I wrote this Perspective in the Summer of 2016. My editor thought it was too political to put on the air, but I like it so I’m putting it on my website. I was right, damn it!

It smelled like a good idea at the time.

You see, I love the scent of fresh honeysuckle. After repeated failures to grow plants in my yard, I started harvesting flowers from wild bushes in the neighborhood when honeysuckle blooms in late spring. I float the fragrant blossoms in bowls on my kitchen counter.

So when I saw honeysuckle-scented essential oil diffuser sticks at a local clothing store in June, I bought a box. That evening I immersed the reeds in the oil and turned them upside down in the vase, as instructed. My daughter emerged from her room. “Whoa! That’s strong.”

“Maybe it needs to … diffuse,” I said. My eyes watered as I carried the vial and sticks out to the far corner of the living room, behind closed doors. Alas, the overpowering, decidedly non-honeysuckle scent traveled through and under the doors. I didn’t dare leave the thing in the house overnight, so I relocated it to the garage. Next morning, it was as if I had to breathe in a toxic cloud to get to my car.

Clearly, I had to admit I’d made a mistake and dispose of the liquid. I couldn’t pour it in a sink or even down a storm drain—that flows to the bay! So I held my breath and flung the elixir onto the ivy in front of my house, where it stunk up and down the street for weeks. I was too embarrassed to apologize to my neighbors.

My honeysuckle debacle reminds me of this year’s presidential election. People are hurting. Government in Washington is dysfunctional and the middle class is disappearing. A major party nominee who has never held elective office promises, without providing specifics, that he alone can fix the problems. Trust him, he says. And that smells good to a chunk of the population, no matter what else the candidate says or tweets. Yet if enough voters buy what he is selling, will we, a year from now, have to apologize to neighbors and allies for the stinks a temperamental president has gotten our country into? That’s a risk someone who knows about mistakes at the checkout counter is unwilling to make in an election.

With a Perspective, I’m Debbie Duncan.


- **ABOUT THIS TASK**:
Using the data below, copy out all lines with the word "joining".
==*==
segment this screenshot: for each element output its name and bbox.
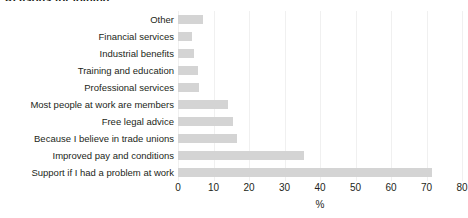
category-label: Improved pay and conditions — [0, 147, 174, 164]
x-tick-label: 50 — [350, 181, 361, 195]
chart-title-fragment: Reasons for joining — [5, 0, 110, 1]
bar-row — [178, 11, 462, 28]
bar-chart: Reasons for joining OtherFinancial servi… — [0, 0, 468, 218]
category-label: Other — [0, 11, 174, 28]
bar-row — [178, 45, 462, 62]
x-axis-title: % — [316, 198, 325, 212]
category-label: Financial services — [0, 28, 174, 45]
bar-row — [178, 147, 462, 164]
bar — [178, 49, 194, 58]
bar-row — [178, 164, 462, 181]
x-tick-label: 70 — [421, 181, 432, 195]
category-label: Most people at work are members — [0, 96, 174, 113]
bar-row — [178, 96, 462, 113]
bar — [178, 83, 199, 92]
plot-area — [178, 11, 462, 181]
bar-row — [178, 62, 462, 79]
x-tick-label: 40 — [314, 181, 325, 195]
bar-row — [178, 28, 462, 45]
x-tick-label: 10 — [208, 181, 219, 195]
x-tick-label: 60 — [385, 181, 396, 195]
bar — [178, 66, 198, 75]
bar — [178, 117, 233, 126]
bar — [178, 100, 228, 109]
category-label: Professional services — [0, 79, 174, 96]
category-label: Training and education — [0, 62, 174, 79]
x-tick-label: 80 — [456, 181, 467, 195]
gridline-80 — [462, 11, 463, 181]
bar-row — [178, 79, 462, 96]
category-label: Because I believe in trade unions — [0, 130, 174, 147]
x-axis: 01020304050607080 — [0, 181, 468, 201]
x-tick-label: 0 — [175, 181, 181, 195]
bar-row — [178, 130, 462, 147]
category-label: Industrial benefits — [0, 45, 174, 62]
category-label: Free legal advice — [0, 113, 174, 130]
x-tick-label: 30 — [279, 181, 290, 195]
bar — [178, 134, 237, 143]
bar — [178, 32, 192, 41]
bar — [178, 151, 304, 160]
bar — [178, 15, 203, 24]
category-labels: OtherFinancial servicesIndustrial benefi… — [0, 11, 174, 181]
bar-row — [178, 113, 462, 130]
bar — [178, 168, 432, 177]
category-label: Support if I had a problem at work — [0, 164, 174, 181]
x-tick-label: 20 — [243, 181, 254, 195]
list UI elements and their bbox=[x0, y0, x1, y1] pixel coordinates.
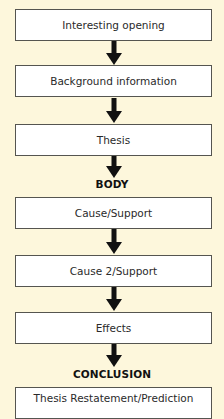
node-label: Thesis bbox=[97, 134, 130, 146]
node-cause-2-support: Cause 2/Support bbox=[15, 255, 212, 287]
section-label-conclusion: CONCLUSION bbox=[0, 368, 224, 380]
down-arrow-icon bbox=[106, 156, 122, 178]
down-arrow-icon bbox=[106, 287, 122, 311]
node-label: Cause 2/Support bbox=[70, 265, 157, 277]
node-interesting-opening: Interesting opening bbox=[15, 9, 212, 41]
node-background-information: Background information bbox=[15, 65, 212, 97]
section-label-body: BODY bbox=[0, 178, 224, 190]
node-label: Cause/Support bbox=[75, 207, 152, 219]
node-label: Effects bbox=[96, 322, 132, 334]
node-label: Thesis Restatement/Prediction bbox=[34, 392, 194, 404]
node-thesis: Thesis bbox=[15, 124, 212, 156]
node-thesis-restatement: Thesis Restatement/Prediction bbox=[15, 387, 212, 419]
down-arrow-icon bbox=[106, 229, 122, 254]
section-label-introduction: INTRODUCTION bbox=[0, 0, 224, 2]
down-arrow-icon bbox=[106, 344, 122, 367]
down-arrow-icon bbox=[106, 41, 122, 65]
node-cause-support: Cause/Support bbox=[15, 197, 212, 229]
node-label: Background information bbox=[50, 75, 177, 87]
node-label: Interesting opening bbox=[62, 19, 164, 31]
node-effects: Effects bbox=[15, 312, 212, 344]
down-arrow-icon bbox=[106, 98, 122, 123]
==*==
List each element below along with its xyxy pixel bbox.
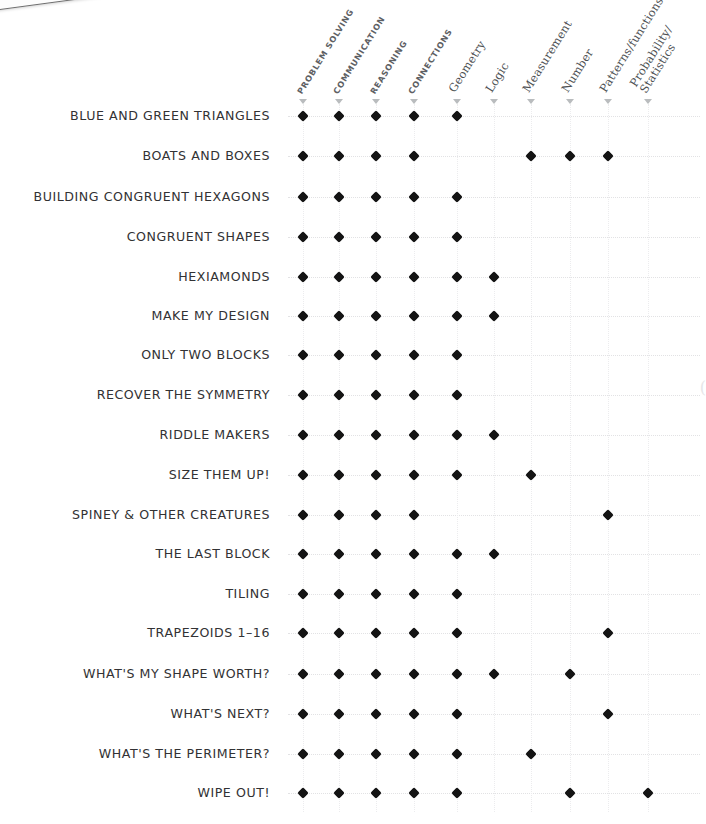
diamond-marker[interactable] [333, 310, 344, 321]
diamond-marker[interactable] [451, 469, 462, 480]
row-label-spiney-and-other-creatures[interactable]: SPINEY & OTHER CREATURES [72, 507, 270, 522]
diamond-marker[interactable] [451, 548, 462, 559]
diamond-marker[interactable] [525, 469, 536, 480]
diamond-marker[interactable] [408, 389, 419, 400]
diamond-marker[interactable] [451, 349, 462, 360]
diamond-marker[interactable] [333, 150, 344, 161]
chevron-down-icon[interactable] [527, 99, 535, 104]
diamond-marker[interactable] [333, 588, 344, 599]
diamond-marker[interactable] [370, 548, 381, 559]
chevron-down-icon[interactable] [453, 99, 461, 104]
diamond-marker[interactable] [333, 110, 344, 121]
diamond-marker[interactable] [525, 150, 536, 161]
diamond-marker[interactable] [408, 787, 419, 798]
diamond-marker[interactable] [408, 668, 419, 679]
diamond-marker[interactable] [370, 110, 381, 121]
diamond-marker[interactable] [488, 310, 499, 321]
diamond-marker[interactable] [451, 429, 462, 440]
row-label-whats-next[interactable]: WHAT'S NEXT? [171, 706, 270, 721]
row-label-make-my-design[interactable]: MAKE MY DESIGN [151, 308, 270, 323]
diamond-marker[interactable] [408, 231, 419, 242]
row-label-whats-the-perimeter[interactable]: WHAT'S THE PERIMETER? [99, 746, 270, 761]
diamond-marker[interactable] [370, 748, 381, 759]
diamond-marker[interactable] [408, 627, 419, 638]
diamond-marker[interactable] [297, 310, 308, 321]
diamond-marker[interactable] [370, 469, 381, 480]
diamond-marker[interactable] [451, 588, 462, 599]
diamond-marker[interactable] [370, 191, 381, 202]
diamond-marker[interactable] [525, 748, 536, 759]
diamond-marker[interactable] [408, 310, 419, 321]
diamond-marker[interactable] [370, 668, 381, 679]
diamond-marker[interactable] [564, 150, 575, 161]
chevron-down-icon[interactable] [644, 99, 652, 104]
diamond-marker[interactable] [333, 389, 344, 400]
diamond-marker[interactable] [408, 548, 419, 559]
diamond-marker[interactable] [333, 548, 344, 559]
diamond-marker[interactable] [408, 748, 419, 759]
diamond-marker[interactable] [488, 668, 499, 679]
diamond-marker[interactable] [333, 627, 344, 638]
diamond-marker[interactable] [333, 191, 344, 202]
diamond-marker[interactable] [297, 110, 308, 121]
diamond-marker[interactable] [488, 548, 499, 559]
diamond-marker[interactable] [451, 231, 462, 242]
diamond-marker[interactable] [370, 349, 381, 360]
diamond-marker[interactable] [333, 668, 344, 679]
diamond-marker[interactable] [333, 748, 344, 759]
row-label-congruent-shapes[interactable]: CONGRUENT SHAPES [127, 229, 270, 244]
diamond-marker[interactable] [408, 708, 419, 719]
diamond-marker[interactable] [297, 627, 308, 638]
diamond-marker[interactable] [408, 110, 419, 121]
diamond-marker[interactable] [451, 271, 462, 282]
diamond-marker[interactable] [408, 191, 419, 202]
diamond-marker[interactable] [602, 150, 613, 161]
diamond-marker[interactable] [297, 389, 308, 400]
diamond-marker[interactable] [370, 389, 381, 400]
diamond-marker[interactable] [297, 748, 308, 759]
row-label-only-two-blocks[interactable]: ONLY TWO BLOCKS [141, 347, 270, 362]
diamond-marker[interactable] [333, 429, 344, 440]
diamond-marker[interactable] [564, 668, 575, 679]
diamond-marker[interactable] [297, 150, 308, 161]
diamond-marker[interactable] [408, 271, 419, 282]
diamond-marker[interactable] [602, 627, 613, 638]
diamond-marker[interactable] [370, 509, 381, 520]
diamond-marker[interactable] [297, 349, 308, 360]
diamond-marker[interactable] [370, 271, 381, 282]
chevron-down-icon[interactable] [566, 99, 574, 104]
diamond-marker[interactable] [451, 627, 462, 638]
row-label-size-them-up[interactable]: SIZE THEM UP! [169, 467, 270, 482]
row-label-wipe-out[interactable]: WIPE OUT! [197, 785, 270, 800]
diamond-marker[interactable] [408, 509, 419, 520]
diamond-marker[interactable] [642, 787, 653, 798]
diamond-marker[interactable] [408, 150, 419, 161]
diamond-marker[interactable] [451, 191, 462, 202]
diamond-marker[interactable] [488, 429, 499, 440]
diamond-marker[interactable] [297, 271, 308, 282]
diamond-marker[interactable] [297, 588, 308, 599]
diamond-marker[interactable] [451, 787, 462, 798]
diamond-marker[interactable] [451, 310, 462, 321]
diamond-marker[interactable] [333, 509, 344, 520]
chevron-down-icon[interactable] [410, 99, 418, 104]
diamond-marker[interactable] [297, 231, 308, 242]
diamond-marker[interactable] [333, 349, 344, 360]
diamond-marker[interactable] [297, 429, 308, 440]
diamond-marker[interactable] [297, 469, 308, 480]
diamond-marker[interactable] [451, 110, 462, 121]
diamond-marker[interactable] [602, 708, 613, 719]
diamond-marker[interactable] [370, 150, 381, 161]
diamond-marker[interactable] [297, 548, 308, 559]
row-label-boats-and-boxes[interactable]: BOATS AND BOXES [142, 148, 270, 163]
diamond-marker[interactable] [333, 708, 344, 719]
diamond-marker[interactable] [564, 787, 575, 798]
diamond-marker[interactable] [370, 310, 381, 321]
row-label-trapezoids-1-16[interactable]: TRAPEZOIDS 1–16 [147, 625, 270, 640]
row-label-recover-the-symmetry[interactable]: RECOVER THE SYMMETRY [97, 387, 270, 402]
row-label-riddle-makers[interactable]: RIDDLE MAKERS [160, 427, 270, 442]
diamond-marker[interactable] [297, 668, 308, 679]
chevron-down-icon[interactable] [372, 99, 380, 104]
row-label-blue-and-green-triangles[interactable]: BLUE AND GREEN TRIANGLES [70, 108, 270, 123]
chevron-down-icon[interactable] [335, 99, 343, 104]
==*==
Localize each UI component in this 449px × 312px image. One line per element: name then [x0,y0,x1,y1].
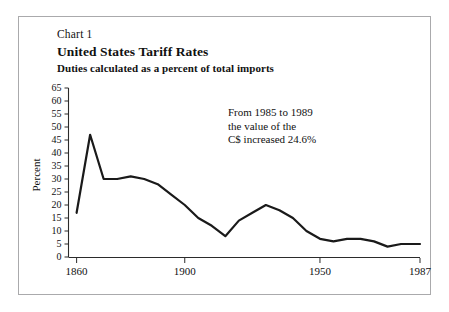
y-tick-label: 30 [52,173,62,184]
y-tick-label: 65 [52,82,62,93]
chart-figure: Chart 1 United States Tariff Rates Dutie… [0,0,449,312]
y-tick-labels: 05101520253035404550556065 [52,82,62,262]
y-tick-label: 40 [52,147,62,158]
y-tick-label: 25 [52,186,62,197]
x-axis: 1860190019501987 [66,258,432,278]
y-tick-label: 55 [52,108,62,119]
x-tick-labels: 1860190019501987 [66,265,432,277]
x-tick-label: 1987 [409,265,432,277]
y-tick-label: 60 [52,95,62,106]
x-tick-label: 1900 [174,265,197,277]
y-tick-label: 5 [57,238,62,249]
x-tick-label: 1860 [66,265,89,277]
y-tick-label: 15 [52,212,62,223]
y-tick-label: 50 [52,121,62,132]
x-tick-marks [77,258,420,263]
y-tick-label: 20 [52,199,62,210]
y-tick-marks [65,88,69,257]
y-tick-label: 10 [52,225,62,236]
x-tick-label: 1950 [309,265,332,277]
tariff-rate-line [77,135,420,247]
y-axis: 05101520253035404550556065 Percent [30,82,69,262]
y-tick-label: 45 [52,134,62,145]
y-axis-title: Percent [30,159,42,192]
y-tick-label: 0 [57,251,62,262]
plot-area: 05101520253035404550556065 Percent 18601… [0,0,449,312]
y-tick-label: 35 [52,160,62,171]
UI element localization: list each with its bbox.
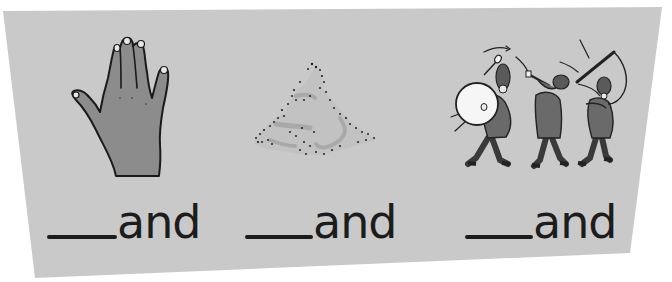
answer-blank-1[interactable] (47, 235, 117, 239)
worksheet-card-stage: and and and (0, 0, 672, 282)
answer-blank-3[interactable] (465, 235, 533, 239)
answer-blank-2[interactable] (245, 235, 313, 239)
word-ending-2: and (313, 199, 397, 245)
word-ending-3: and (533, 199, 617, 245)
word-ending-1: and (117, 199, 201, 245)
==*==
- **RESPONSE TO THIS EXERCISE**:
chart-title-fragment: Reasons for joining — [5, 0, 110, 1]
bar-chart: Reasons for joining OtherFinancial servi… — [0, 0, 468, 218]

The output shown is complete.